Hovercraft assists in retrieving ‘thin ice’ signs on A.L. Lake
Published 7:27 am Sunday, April 14, 2013
Talk about being in the right place at the right time.
Douglas Kenison and two sons enjoy messing around with hovercrafts. One son is James Kenison, a Rochester police officer, and the other is Jesse Boren, an Albert Lea resident who works for SunOpta Grains & Foods Inc. in Hope.
The brothers were hovering on the ice and water of Albert Lea Lake on Saturday when they encountered Marv Lenz, a volunteer who assists with placing and removing aerators on Albert Lea Lake. The devices maintain open water for sake of fish and water quality.
There were three aerators on Albert Lea Lake this winter. One is run by Freeborn County, another by the Shell Rock River Watershed District and the third by the Minnesota Department of Transportation.
They place “thin ice” signs near the open water the aerators create. Normally, in the spring when the ice melts, the signs float way, and officials must go hunt them down along the shores of the lake.
Instead, at the request of Lenz, the brothers used their hovercrafts to track down about 50 to 60 signs, saving a lot of man hours.
Richard Hoffman, the environmental health coordinator for the Freeborn County Department of Environmental Services, said Lenz telephoned him Saturday and let him know the signs were recovered. Lenz, he said, lives along the shore near one of the aeration units.
Normally, county workers go out to find the signs along the shores in May. In addition, homeowners along the shores call the county to tell them they discovered washed-up signs. Hoffman said the signs have wooden-posts and said the county’s signs have Styrofoam on the backs to ensure they float.
Freeborn County sent certificates of appreciation to the two brothers for saving work hours for county employees.
The brothers and their father have a business in Rochester called Med City Hovercraft, which has a website at medcityhovercraft.com. He said the business takes people on rides in the hovercrafts and plans to have a four-seater demonstration in the Albert Lea area in coming months.
Kenison said the hovercrafts they were riding Saturday were designed for a single rider, so it took several trips to find and haul the signs. It became a fun challenge.
“The good thing with hovercrafts is we can get into places that most boats can’t get into,” he said.
He said he was glad to do the community a service this year and is open to doing it on a contract-basis.
Freeborn County’s aerator, Hoffman said, is an air-defusing system, and has been on the lake in winters since 2001. The watershed district’s is a bubbler and has been in use since 2008. MnDOT, he said, placed a third aerator at the start of this past winter. He said it is a wind-driven impeller that exchanges air with the water. Motorists might notice it near the Interstate 35 bridges over the lake.
The Albert Lea Parks and Recreation Department operates a bubbler on Fountain Lake.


• _Instructions for the task_:
The records below must be duplicated exactly, character for character.

• _Data for review_:
=== Begin Enclosure ===
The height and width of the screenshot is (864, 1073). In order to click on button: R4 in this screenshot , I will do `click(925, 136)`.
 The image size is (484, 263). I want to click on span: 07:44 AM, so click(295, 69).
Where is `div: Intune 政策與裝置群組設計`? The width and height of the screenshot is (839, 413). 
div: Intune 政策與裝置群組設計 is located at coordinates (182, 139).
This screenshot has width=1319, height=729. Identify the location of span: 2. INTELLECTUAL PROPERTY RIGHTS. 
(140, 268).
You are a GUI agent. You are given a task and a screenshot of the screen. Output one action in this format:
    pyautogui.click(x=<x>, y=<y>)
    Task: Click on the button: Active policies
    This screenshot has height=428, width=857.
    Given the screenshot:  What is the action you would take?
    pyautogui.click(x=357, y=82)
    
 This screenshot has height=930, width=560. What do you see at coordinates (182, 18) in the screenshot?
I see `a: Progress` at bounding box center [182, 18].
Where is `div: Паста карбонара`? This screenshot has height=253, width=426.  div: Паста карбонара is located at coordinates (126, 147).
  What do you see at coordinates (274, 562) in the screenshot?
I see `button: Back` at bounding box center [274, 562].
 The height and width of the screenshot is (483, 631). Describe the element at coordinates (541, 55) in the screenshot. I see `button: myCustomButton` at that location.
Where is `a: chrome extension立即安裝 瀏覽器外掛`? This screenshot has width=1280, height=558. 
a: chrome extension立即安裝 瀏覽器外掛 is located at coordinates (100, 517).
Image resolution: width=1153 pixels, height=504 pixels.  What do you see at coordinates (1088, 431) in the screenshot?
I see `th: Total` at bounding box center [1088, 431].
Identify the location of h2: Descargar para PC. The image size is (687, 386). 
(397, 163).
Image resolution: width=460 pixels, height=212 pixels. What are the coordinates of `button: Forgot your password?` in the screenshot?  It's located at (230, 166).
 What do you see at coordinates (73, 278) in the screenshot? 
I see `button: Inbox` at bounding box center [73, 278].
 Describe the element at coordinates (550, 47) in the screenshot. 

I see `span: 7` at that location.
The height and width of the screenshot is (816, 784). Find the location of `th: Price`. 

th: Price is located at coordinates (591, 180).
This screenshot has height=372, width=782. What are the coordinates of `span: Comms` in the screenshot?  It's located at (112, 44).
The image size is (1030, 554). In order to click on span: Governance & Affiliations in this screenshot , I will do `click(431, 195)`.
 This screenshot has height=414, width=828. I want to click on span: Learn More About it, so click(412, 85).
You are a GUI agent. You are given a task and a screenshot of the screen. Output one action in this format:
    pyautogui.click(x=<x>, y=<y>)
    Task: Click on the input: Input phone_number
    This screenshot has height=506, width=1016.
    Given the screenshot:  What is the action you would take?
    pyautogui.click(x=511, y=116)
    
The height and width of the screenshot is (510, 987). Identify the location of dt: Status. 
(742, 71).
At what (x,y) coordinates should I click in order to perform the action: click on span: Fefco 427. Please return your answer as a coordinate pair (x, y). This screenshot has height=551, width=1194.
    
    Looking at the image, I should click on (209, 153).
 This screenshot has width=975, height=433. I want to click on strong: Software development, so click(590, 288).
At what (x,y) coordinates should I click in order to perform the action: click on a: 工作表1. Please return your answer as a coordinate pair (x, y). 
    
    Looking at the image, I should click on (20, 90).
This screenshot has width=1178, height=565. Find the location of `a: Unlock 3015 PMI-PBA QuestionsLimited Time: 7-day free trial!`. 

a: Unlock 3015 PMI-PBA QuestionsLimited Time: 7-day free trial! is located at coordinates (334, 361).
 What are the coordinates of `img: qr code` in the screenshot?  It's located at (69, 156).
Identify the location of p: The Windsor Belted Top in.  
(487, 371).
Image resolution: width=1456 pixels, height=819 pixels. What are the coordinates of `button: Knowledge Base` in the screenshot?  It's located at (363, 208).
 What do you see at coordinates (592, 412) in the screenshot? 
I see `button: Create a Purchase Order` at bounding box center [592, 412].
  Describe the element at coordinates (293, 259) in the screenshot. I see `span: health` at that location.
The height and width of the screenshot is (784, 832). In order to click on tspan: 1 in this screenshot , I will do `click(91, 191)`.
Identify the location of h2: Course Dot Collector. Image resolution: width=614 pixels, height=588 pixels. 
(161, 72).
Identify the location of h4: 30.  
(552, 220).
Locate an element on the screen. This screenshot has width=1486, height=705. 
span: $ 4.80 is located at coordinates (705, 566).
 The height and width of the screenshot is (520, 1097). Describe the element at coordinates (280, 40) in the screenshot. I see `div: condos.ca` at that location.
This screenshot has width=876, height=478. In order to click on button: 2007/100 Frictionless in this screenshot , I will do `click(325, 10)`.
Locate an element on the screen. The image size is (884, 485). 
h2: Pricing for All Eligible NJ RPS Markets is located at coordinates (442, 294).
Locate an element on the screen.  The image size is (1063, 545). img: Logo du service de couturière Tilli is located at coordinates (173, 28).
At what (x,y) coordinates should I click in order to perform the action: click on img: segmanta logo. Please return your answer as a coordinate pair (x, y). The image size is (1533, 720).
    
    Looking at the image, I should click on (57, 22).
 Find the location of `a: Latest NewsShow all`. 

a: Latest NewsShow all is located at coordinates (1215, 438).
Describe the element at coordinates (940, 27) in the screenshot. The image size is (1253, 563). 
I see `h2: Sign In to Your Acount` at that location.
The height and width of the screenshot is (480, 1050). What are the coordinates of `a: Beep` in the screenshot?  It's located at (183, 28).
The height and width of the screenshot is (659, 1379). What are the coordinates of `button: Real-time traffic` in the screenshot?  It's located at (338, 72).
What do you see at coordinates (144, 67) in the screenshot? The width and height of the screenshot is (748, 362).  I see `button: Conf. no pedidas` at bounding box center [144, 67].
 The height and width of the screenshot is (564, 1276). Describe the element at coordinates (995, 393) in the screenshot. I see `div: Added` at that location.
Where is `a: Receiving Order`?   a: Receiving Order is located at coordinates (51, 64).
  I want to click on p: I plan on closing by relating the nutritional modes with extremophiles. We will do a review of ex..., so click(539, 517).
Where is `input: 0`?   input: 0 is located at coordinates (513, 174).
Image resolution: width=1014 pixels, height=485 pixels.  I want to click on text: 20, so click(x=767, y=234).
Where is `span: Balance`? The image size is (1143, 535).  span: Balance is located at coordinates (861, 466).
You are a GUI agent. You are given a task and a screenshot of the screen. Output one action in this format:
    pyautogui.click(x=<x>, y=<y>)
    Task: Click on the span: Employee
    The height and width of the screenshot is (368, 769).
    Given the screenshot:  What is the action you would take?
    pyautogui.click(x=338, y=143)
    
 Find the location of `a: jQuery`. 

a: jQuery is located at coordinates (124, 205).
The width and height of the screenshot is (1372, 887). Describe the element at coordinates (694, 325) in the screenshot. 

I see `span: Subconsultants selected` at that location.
=== End Enclosure ===
• _Result of the task_:
The height and width of the screenshot is (864, 1073). In order to click on button: R4 in this screenshot , I will do `click(925, 136)`.
 The image size is (484, 263). I want to click on span: 07:44 AM, so click(295, 69).
Where is `div: Intune 政策與裝置群組設計`? The width and height of the screenshot is (839, 413). 
div: Intune 政策與裝置群組設計 is located at coordinates (182, 139).
This screenshot has width=1319, height=729. Identify the location of span: 2. INTELLECTUAL PROPERTY RIGHTS. 
(140, 268).
You are a GUI agent. You are given a task and a screenshot of the screen. Output one action in this format:
    pyautogui.click(x=<x>, y=<y>)
    Task: Click on the button: Active policies
    This screenshot has height=428, width=857.
    Given the screenshot:  What is the action you would take?
    pyautogui.click(x=357, y=82)
    
 This screenshot has height=930, width=560. What do you see at coordinates (182, 18) in the screenshot?
I see `a: Progress` at bounding box center [182, 18].
Where is `div: Паста карбонара`? This screenshot has height=253, width=426.  div: Паста карбонара is located at coordinates (126, 147).
  What do you see at coordinates (274, 562) in the screenshot?
I see `button: Back` at bounding box center [274, 562].
 The height and width of the screenshot is (483, 631). Describe the element at coordinates (541, 55) in the screenshot. I see `button: myCustomButton` at that location.
Where is `a: chrome extension立即安裝 瀏覽器外掛`? This screenshot has width=1280, height=558. 
a: chrome extension立即安裝 瀏覽器外掛 is located at coordinates (100, 517).
Image resolution: width=1153 pixels, height=504 pixels.  What do you see at coordinates (1088, 431) in the screenshot?
I see `th: Total` at bounding box center [1088, 431].
Identify the location of h2: Descargar para PC. The image size is (687, 386). 
(397, 163).
Image resolution: width=460 pixels, height=212 pixels. What are the coordinates of `button: Forgot your password?` in the screenshot?  It's located at (230, 166).
 What do you see at coordinates (73, 278) in the screenshot? 
I see `button: Inbox` at bounding box center [73, 278].
 Describe the element at coordinates (550, 47) in the screenshot. 

I see `span: 7` at that location.
The height and width of the screenshot is (816, 784). Find the location of `th: Price`. 

th: Price is located at coordinates (591, 180).
This screenshot has height=372, width=782. What are the coordinates of `span: Comms` in the screenshot?  It's located at (112, 44).
The image size is (1030, 554). In order to click on span: Governance & Affiliations in this screenshot , I will do `click(431, 195)`.
 This screenshot has height=414, width=828. I want to click on span: Learn More About it, so click(412, 85).
You are a GUI agent. You are given a task and a screenshot of the screen. Output one action in this format:
    pyautogui.click(x=<x>, y=<y>)
    Task: Click on the input: Input phone_number
    This screenshot has height=506, width=1016.
    Given the screenshot:  What is the action you would take?
    pyautogui.click(x=511, y=116)
    
The height and width of the screenshot is (510, 987). Identify the location of dt: Status. 
(742, 71).
At what (x,y) coordinates should I click in order to perform the action: click on span: Fefco 427. Please return your answer as a coordinate pair (x, y). This screenshot has height=551, width=1194.
    
    Looking at the image, I should click on (209, 153).
 This screenshot has width=975, height=433. I want to click on strong: Software development, so click(590, 288).
At what (x,y) coordinates should I click in order to perform the action: click on a: 工作表1. Please return your answer as a coordinate pair (x, y). 
    
    Looking at the image, I should click on (20, 90).
This screenshot has width=1178, height=565. Find the location of `a: Unlock 3015 PMI-PBA QuestionsLimited Time: 7-day free trial!`. 

a: Unlock 3015 PMI-PBA QuestionsLimited Time: 7-day free trial! is located at coordinates (334, 361).
 What are the coordinates of `img: qr code` in the screenshot?  It's located at (69, 156).
Identify the location of p: The Windsor Belted Top in.  
(487, 371).
Image resolution: width=1456 pixels, height=819 pixels. What are the coordinates of `button: Knowledge Base` in the screenshot?  It's located at (363, 208).
 What do you see at coordinates (592, 412) in the screenshot? 
I see `button: Create a Purchase Order` at bounding box center [592, 412].
  Describe the element at coordinates (293, 259) in the screenshot. I see `span: health` at that location.
The height and width of the screenshot is (784, 832). In order to click on tspan: 1 in this screenshot , I will do `click(91, 191)`.
Identify the location of h2: Course Dot Collector. Image resolution: width=614 pixels, height=588 pixels. 
(161, 72).
Identify the location of h4: 30.  
(552, 220).
Locate an element on the screen. This screenshot has width=1486, height=705. 
span: $ 4.80 is located at coordinates (705, 566).
 The height and width of the screenshot is (520, 1097). Describe the element at coordinates (280, 40) in the screenshot. I see `div: condos.ca` at that location.
This screenshot has width=876, height=478. In order to click on button: 2007/100 Frictionless in this screenshot , I will do `click(325, 10)`.
Locate an element on the screen. The image size is (884, 485). 
h2: Pricing for All Eligible NJ RPS Markets is located at coordinates (442, 294).
Locate an element on the screen.  The image size is (1063, 545). img: Logo du service de couturière Tilli is located at coordinates (173, 28).
At what (x,y) coordinates should I click in order to perform the action: click on img: segmanta logo. Please return your answer as a coordinate pair (x, y). The image size is (1533, 720).
    
    Looking at the image, I should click on (57, 22).
 Find the location of `a: Latest NewsShow all`. 

a: Latest NewsShow all is located at coordinates (1215, 438).
Describe the element at coordinates (940, 27) in the screenshot. The image size is (1253, 563). 
I see `h2: Sign In to Your Acount` at that location.
The height and width of the screenshot is (480, 1050). What are the coordinates of `a: Beep` in the screenshot?  It's located at (183, 28).
The height and width of the screenshot is (659, 1379). What are the coordinates of `button: Real-time traffic` in the screenshot?  It's located at (338, 72).
What do you see at coordinates (144, 67) in the screenshot? The width and height of the screenshot is (748, 362).  I see `button: Conf. no pedidas` at bounding box center [144, 67].
 The height and width of the screenshot is (564, 1276). Describe the element at coordinates (995, 393) in the screenshot. I see `div: Added` at that location.
Where is `a: Receiving Order`?   a: Receiving Order is located at coordinates (51, 64).
  I want to click on p: I plan on closing by relating the nutritional modes with extremophiles. We will do a review of ex..., so click(539, 517).
Where is `input: 0`?   input: 0 is located at coordinates (513, 174).
Image resolution: width=1014 pixels, height=485 pixels.  I want to click on text: 20, so click(x=767, y=234).
Where is `span: Balance`? The image size is (1143, 535).  span: Balance is located at coordinates (861, 466).
You are a GUI agent. You are given a task and a screenshot of the screen. Output one action in this format:
    pyautogui.click(x=<x>, y=<y>)
    Task: Click on the span: Employee
    The height and width of the screenshot is (368, 769).
    Given the screenshot:  What is the action you would take?
    pyautogui.click(x=338, y=143)
    
 Find the location of `a: jQuery`. 

a: jQuery is located at coordinates (124, 205).
The width and height of the screenshot is (1372, 887). Describe the element at coordinates (694, 325) in the screenshot. 

I see `span: Subconsultants selected` at that location.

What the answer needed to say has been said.